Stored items
###
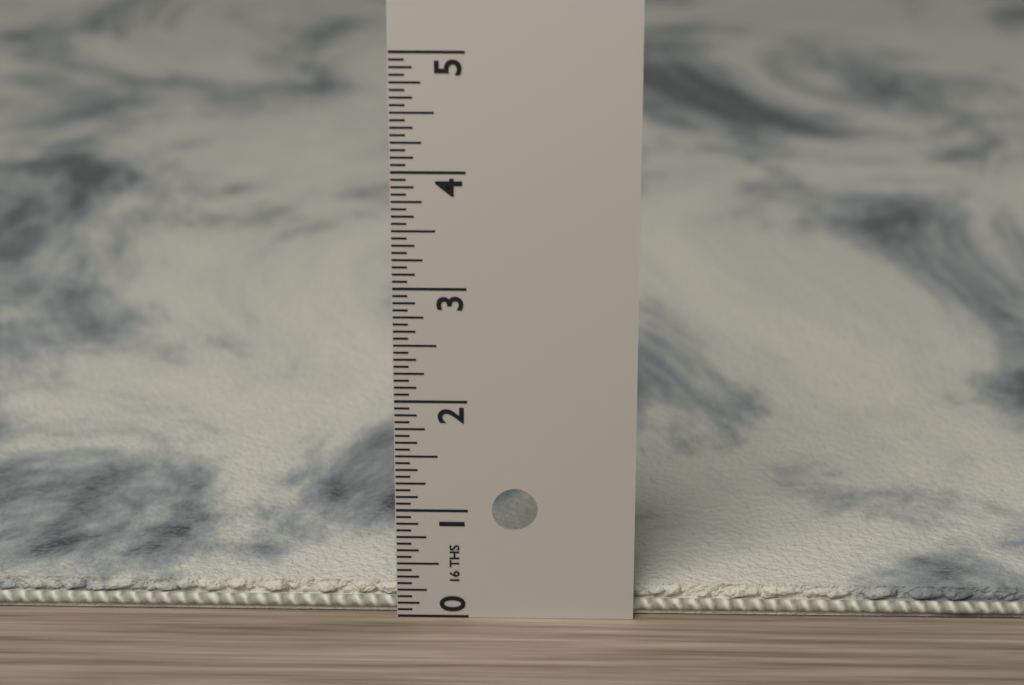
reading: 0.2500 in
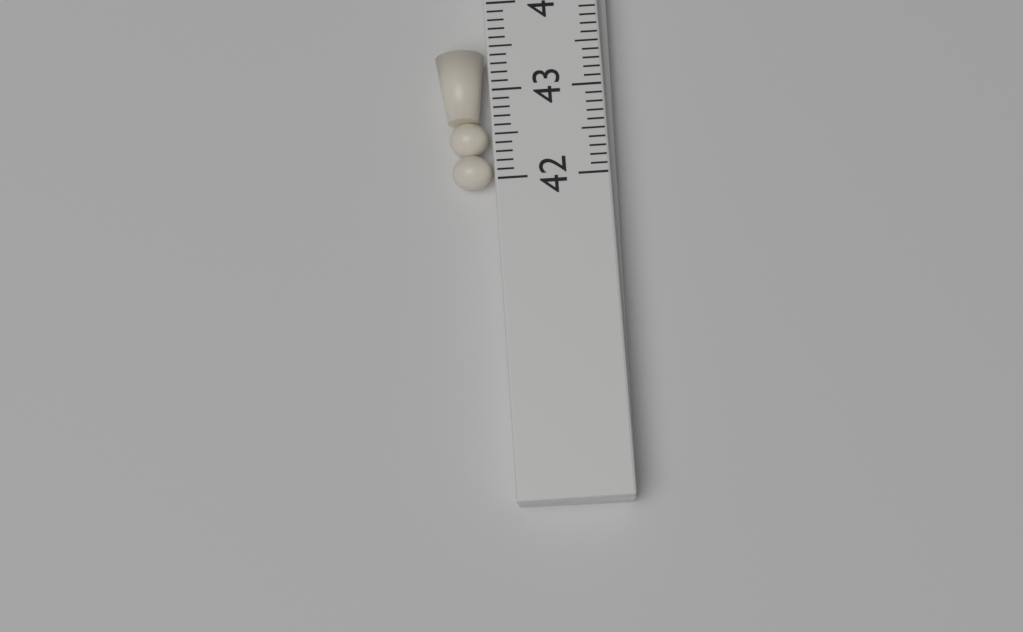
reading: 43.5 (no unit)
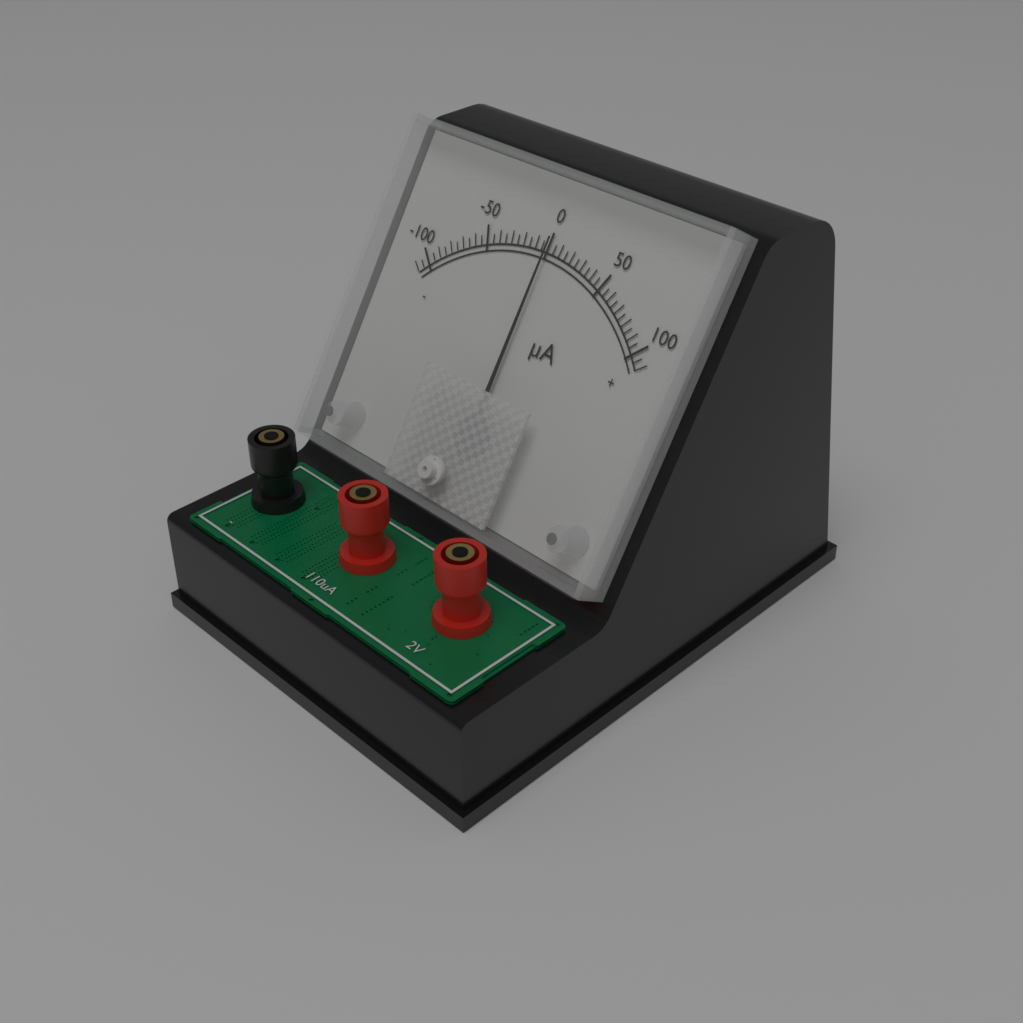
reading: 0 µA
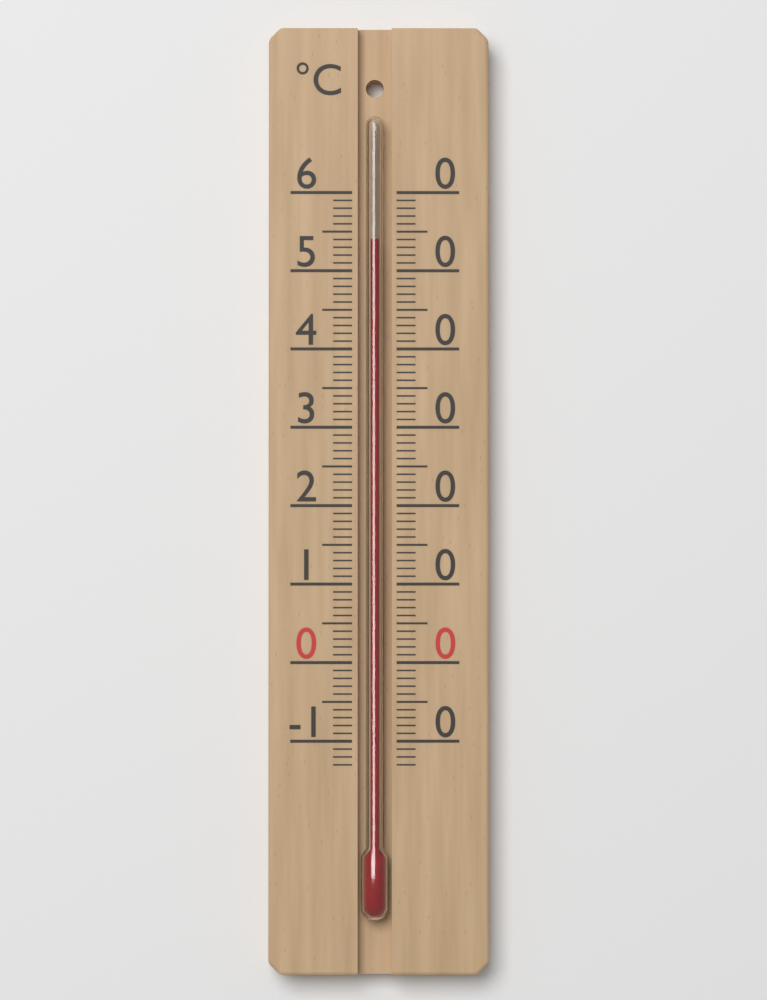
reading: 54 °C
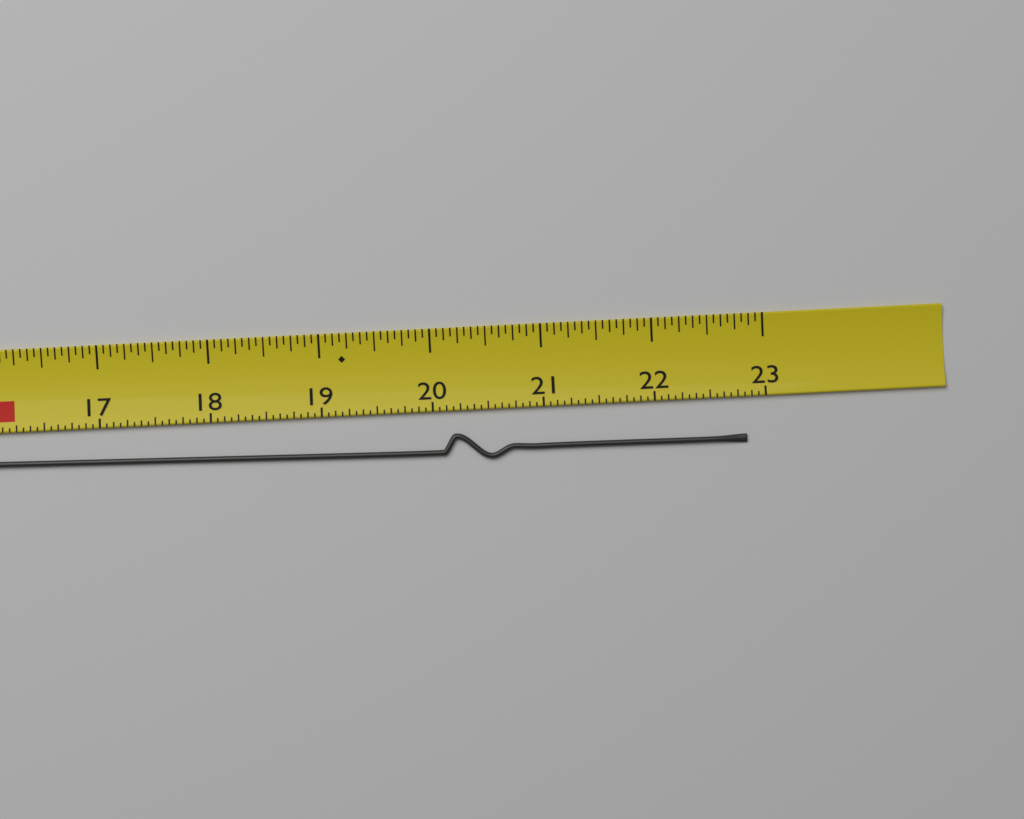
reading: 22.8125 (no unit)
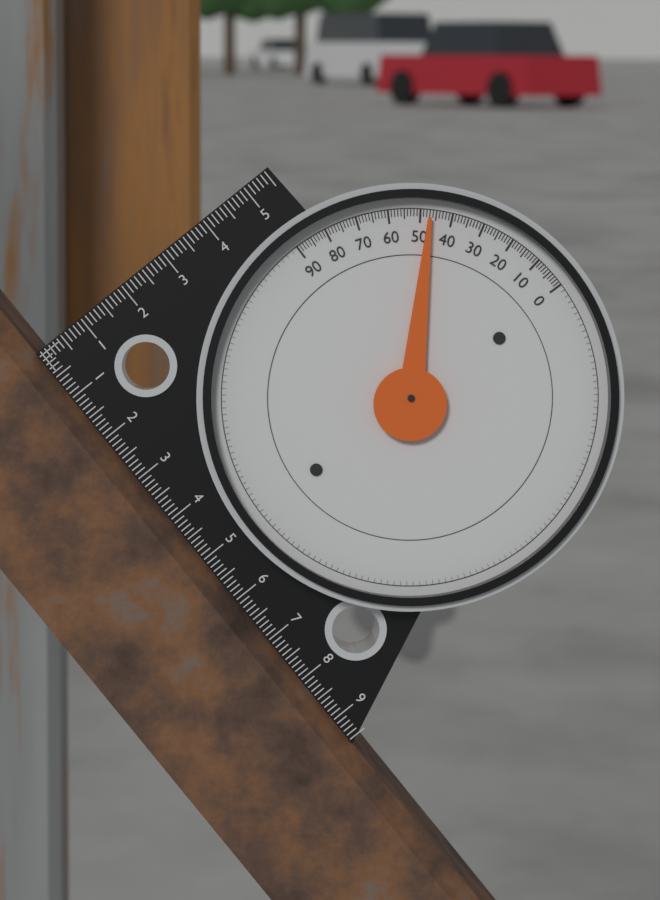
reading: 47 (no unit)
###
WHAT TO DO
Exact copies of the entries above are needed, without their pictures.

WRITTEN SOLUTION
reading: 0.2500 in
reading: 43.5 (no unit)
reading: 0 µA
reading: 54 °C
reading: 22.8125 (no unit)
reading: 47 (no unit)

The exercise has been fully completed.